Wednesday, January 07, 2009

"Blue Ridge Mountains" - Fleet Foxes (Fleet Foxes)

(or: surely now I will resume blogging with any kind of frequency at all).

mtg is teaching playwriting this semester, and is considering making her students do a blogging response project, wherein they read plays, blog about what they think made those plays successful, and then read and comment on the blogs of other students who are doing the same. It's an exercise in construction through group de-construction.

Will this work for songs? Who knows? But I'm not blogging about anything else these days, and knowing more about how to successfully construct a good song would be a lot of use to me. The rules will be made up as we go along. So...

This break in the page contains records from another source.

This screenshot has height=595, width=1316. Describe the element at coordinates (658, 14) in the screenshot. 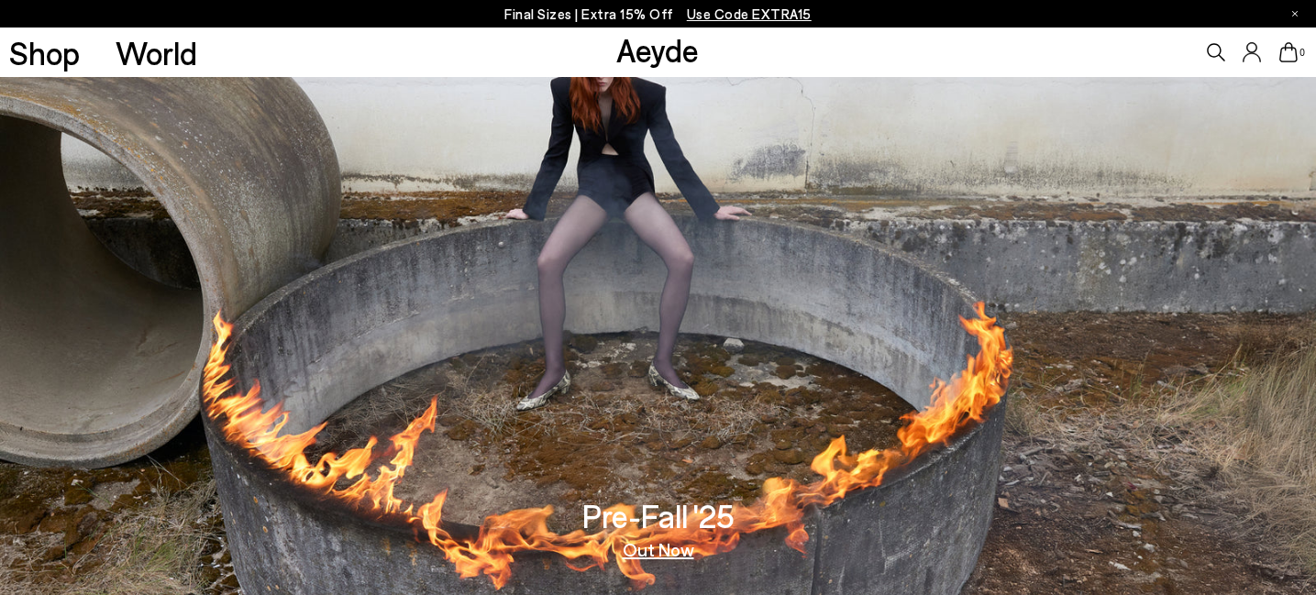

I see `p: Final Sizes | Extra 15% Off` at that location.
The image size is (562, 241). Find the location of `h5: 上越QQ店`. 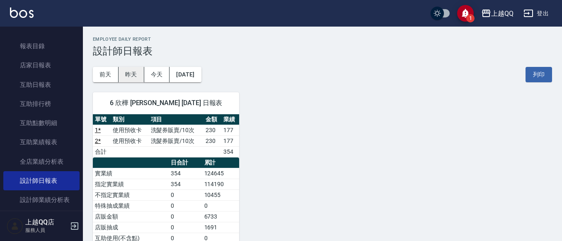

h5: 上越QQ店 is located at coordinates (46, 222).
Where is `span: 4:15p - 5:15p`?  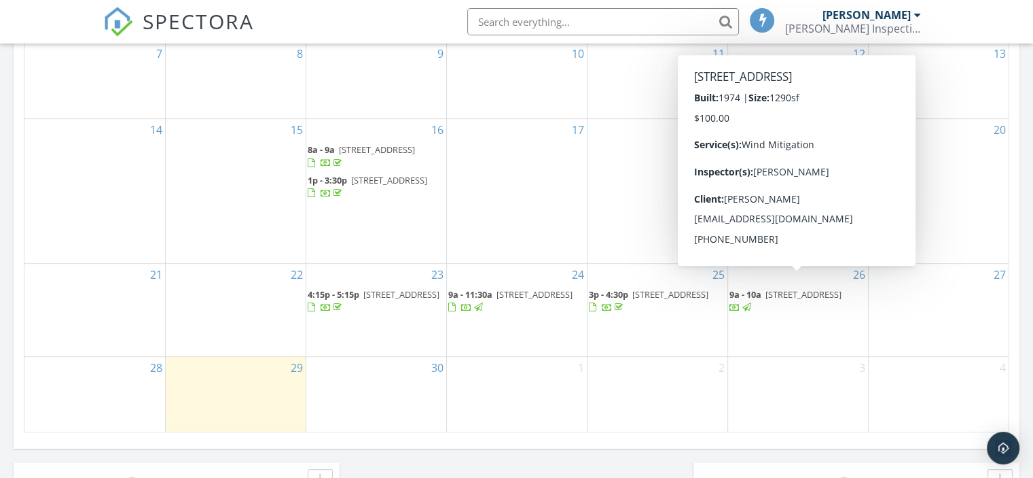
span: 4:15p - 5:15p is located at coordinates (334, 294).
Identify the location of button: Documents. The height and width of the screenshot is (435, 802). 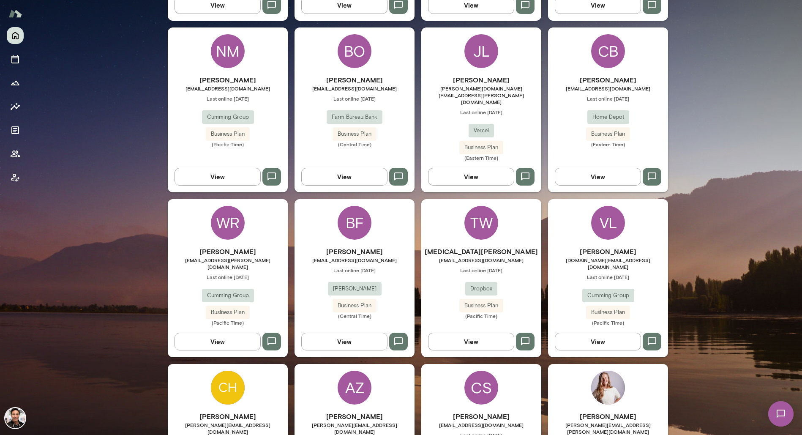
(15, 130).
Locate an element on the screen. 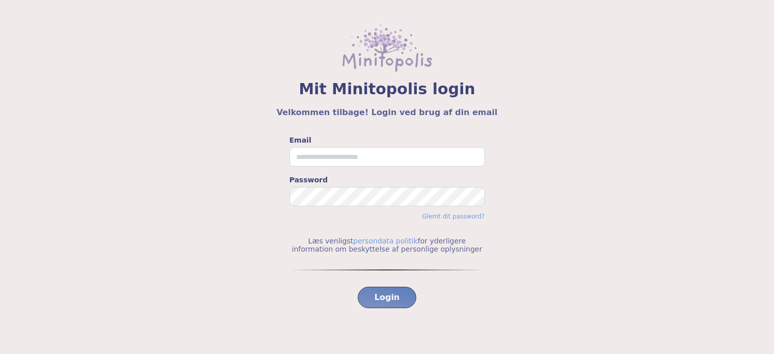 This screenshot has height=354, width=774. a: Glemt dit password? is located at coordinates (453, 216).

Blue Ridge Mountains -- Fleet Foxes' self-titled debut made everybody's year-end top ten list. It would have made mine if I, you know, had one. When this song comes on my machine at work, after thirty seconds I forget what I was doing and start staring wistfully out of the window. It's not just that this song is good, it's transcendent.
  • It sounds epic. Dark, cavernous reverb, like we're in a cathedral. Vocal harmonies to match, it sounds almost like a boys choir in the intro.
  • Interesting, unusual lead instrument. I thought it was a hammer dulcimer at first, but it turns out to be a mandolin doubled with a piano.
  • Starts simple (and in mono--it's not in stereo until about half way through), and builds to a huge crescendo, but without any of the usual rock-and-roll elements. No electric guitars. No driving beats. No bass guitar at all that I can hear. Shakers, pounding on the piano, bass drum, the same lead riff we heard in the quiet parts, those same soaring harmonies all create the drive instead.
  • Unusual structure. No verse/chorus per se, there's a first part and a second part that's repeated, and so is chorus-like. Definitely unlike anything you'd hear on the radio.
  • Lyrically it seems like there's some mysterious family secret being referred to, but otherwise I have no idea what this song is about. And it definitely doesn't matter.
  • Singer with a good and reasonably strong voice with really just a hint of character. Certainly at his edge on this song, he breaks a couple of times on the high parts, but not in a way that sounds unpleasant. He neither carries the song nor impedes it, he just kind of rides it.
This song breaks almost all rules of popular songwriting, I have no idea what genre you'd put it in (alt-folk americana or something?), there's no hook, there's nothing about it that's really hummable. And if I were a record exec, I'd sign the band on the spot after hearing it. What have we learned here in lesson one? If you have a totally original and captivating sound you can break all the rules of songwriting and be successful in spite (or, much more likely, because) of it. And probably some other things, but I don't know what they are yet.

2 comments:

Anonymous said...

this song makes me wonder - what could this album be like? Repetitive? Indulgent? Boring? 10 songs of same and i would hate it. (Moby's Play - for example - Porcelain & monotony)But, on its own, I do like it and agree with your points. Is one song success? I for one am a fan of the album still - I know: a dying trifle of a thing in the business.
~ Lane (Lil's little sis)

Transient Gadfly said...

Dude, me too. I feel extremely sad about the apparent and imminent death of the album. Maybe when I'm bored of doing songs, I'll start deconstructing albums in the same way.